◆ **Exercise details**
In the listing below, find every line with the string "text" and pull it out.

◆ **Input records**
↓↓↓

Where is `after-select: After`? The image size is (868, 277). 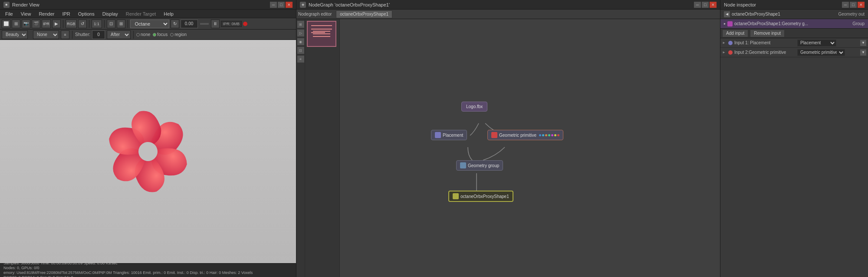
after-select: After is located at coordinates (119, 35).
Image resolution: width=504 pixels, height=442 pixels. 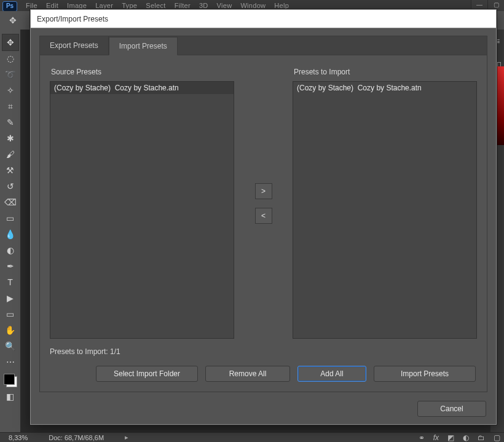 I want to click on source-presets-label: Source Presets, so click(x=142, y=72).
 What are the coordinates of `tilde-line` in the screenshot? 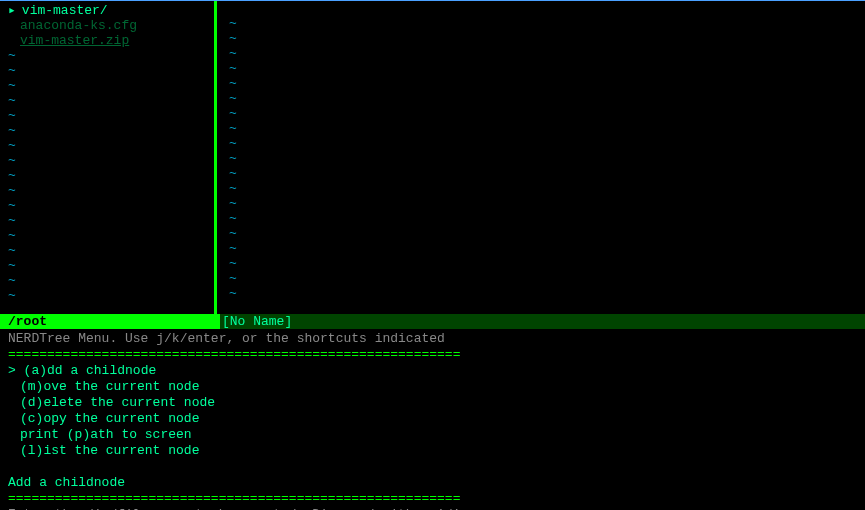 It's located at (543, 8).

↑↑↑
↓↓↓

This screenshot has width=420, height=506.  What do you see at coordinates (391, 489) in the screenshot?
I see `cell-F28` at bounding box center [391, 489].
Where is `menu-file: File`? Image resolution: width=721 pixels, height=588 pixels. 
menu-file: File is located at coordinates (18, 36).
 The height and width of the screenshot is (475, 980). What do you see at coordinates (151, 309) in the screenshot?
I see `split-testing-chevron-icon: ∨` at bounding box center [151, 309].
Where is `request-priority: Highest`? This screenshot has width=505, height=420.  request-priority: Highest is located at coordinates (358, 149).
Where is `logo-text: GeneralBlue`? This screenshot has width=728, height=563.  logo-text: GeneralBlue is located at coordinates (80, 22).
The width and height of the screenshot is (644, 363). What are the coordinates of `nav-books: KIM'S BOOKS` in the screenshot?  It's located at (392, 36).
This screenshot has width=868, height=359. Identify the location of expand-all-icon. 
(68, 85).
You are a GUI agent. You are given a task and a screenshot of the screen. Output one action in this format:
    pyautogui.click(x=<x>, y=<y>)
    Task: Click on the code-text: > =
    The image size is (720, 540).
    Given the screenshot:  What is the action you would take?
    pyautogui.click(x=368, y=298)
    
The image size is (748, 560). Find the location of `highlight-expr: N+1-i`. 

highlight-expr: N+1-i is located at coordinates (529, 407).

↑↑↑

◆ **Response below**
Where is `logo-text: GeneralBlue`? This screenshot has width=728, height=563.  logo-text: GeneralBlue is located at coordinates (80, 22).
    Task: Click on the code-text: > =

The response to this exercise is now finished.